Air traffic controllers lost contact with the Boeing B777-200 aircraft (flight MH 370) of Malaysia Airlines more than two hours after it departed Kuala Lumpur for Beijing on Saturday.
It took off at 12:21 a.m. (1621 GMT Friday) and was scheduled for landing in China’s capital at 6:30 a.m. (2230 GMT) the same day.
CAAV said the airplane failed to check in at 12:21 a.m. Saturday (1721 GMT Friday) when it was supposed to be present in Ho Chi Minh City’s flight information region (FIR).
Its last radar contact suggested that the airplane went missing in the waters between Malaysia and Vietnam.
Malaysian authorities and the US’s FBI are investigating the possibility that it was hijacked, after at least two passengers who boarded the plane were found using false identity documents.
Reuters reported that the airline’s passenger manifest included the names of Austrian Christian Kozel and Italian Luigi Maraldi, but their foreign ministries said they were not on the plane. Both said their passports had been stolen in Thailand during the past two years.
In the meantime, the airplane is still nowhere to be found, although dozens of aircraft and boats have been dispatched from Malaysia and other countries, including China, Thailand, the US, and Vietnam to look for it.
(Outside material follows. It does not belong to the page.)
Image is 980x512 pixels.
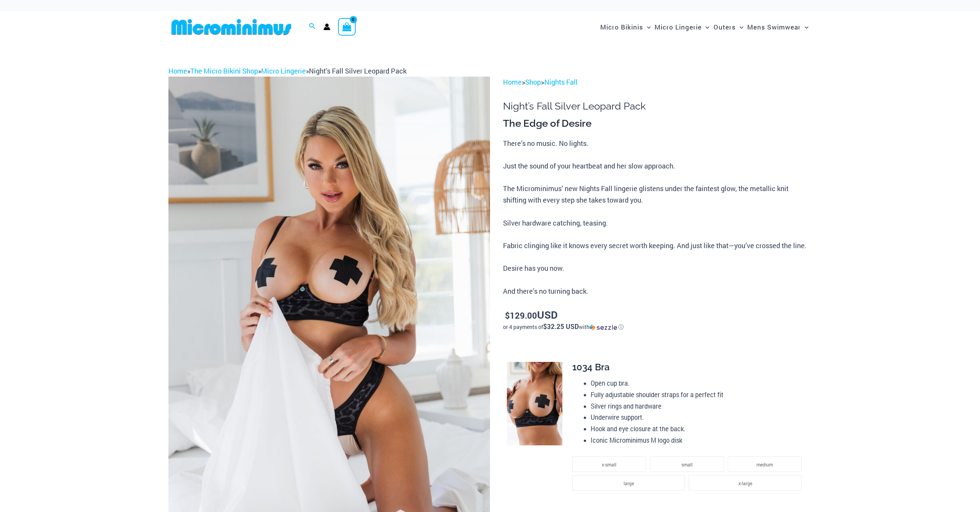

Vietnam’s navy forces on Sunday reported the sighting of an object suspected of being part of the airplane around 80 kilometers (50 miles) southwest of Tho Chu Island, located off Vietnam's southwest coast in the Gulf of Thailand.
The country dispatched more aircraft to investigate the site on Monday morning.
Previously Vietnam also reported oil slicks in its waters.